John Galliano convicted for anti-Semitic rant

Former head of fashion house Dior given a suspended sentence and fined $8,400 by Paris court for racist outbursts.

john galliano

A French court has convicted fashion designer John Galliano of anti-Semitic behaviour and handed him a suspended sentence over his series of drunken outbursts in a Paris bar.

The court in the French capital handed out a $8,400 suspended fine for two incidents, in February this year and October 2010.

The decision means the fine goes on Galliano’s criminal record but that he does not have to pay it.

He was, however, ordered to pay $23,200 in court fees for the complainants, three individuals and five anti-racism associations, plus a symbolic $1.40 (one euro) in damages to each one.

The court explained its relatively lenient decision with Galliano’s lack of criminal convictions, his previous regard for respect and tolerance and the treatment for drug and alcohol addiction he has sought since his arrest.

Galliano, who was sacked from his role as head of fashion house Dior over the affair, has rarely been seen in public since his appearance before a Paris courthouse last June, where he spoke in a tiny voice about his triple addiction to alcohol, sleeping pills and tranquilisers.

“Despite the triple addiction from which he was suffering, he was lucid enough to be conscious of his acts,” Anne-Marie Sauteraud, the tribunal president, said, in reading out the court’s decision on Thursday.

She said Galliano had told the court he would have wanted to be present for the verdict, but did not attend to avoid another confrontation with the press.

The damage to Galliano’s status and image as a global fashion icon was enough to appease Geraldine Bloch, one plaintiff in the case, her lawyer Yves Beddouk told the Reuters news agency.

“She saw a man who was destroyed physically, a sick man,” Beddouk said.

“For her and for me, this is already in the past, he has already been stripped of his status as an icon and that is the real punishment.”

Icon’s fall

After 15 critically acclaimed and commercially successful years at Dior, the flamboyant Briton’s brilliant career flamed out after a couple alleged he accosted them while they were having a drink at Paris’ chic La Perle cafe on February 24.

Another woman soon came forward with similar claims about a separate incident in the same cafe.
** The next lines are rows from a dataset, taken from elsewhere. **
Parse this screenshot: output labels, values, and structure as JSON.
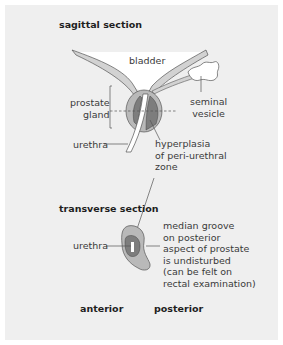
{
  "sagittal": {
    "heading": "sagittal section",
    "labels": {
      "bladder": "bladder",
      "prostate_gland": "prostate\ngland",
      "seminal_vesicle": "seminal\nvesicle",
      "urethra": "urethra",
      "hyperplasia": "hyperplasia\nof peri-urethral\nzone"
    }
  },
  "transverse": {
    "heading": "transverse section",
    "labels": {
      "urethra": "urethra",
      "median_groove": "median groove\non posterior\naspect of prostate\nis undisturbed\n(can be felt on\nrectal examination)"
    }
  },
  "orientation": {
    "anterior": "anterior",
    "posterior": "posterior"
  },
  "colors": {
    "background": "#efefef",
    "prostate_outer": "#b9b9b9",
    "hyperplasia": "#7d7d7d",
    "urethra_fill": "#ffffff",
    "outline": "#555555"
  }
}
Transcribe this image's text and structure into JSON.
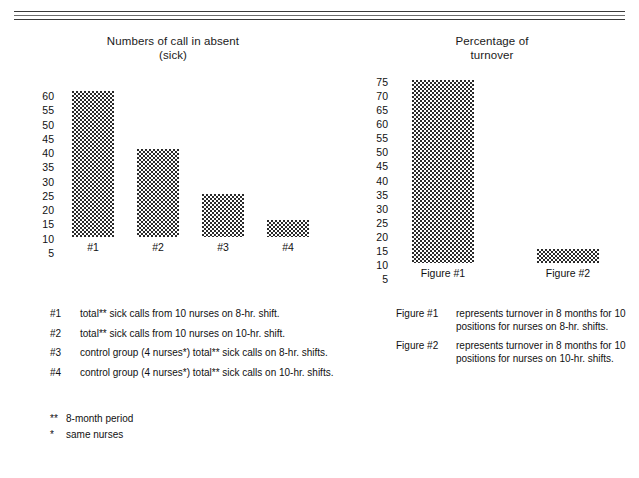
{
  "document": {
    "type": "scanned-report-page",
    "rule_count": 3
  },
  "chart_data": [
    {
      "id": "sick-calls",
      "type": "bar",
      "title": "Numbers of call in absent",
      "subtitle": "(sick)",
      "title_full": "Numbers of call in absent (sick)",
      "xlabel": "",
      "ylabel": "",
      "categories": [
        "#1",
        "#2",
        "#3",
        "#4"
      ],
      "values": [
        56,
        36,
        20,
        11
      ],
      "yticks": [
        60,
        55,
        50,
        45,
        40,
        35,
        30,
        25,
        20,
        15,
        10,
        5
      ],
      "ylim": [
        0,
        62
      ],
      "grid": false,
      "legend_position": "below",
      "legend": [
        {
          "key": "#1",
          "text": "total** sick calls from 10 nurses on 8-hr. shift."
        },
        {
          "key": "#2",
          "text": "total** sick calls from 10 nurses on 10-hr. shift."
        },
        {
          "key": "#3",
          "text": "control group (4 nurses*) total** sick calls on 8-hr. shifts."
        },
        {
          "key": "#4",
          "text": "control group (4 nurses*) total** sick calls on 10-hr. shifts."
        }
      ]
    },
    {
      "id": "turnover",
      "type": "bar",
      "title": "Percentage of",
      "subtitle": "turnover",
      "title_full": "Percentage of turnover",
      "xlabel": "",
      "ylabel": "",
      "categories": [
        "Figure #1",
        "Figure #2"
      ],
      "values": [
        70,
        10
      ],
      "yticks": [
        75,
        70,
        65,
        60,
        55,
        50,
        45,
        40,
        35,
        30,
        25,
        20,
        15,
        10,
        5
      ],
      "ylim": [
        0,
        78
      ],
      "grid": false,
      "legend_position": "below",
      "legend": [
        {
          "key": "Figure #1",
          "text": "represents turnover in 8 months for 10 positions for nurses on 8-hr. shifts."
        },
        {
          "key": "Figure #2",
          "text": "represents turnover in 8 months for 10 positions for nurses on 10-hr. shifts."
        }
      ]
    }
  ],
  "notes": [
    {
      "mark": "**",
      "text": "8-month period"
    },
    {
      "mark": "*",
      "text": "same nurses"
    }
  ]
}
Days later, the British tabloid the Sun posted a video showing a visibly drunk Galliano insulting a fellow cafe client, slurring: “I love Hitler.”

The damage to his reputation as a leading figure in the world of high fashion has been brutal, with peers such as Chanel designer Karl Lagerfeld and US actress Natalie Portman condemning his behaviour in public.

It has cost him his job as top designer of Dior and his stake in a franchise named after him.

Galliano is reported to have been through two rehabilitation programmes in Arizona and Switzerland.

The announcement of Galliano’s successor as head of Dior’s design team is expected to follow shortly after Thursday’s verdict.

Sydney Toledano, chief executive of Dior, a subsidiary of French luxury giant LVMH , had promised to keep the successor’s identity a secret until the trial’s end.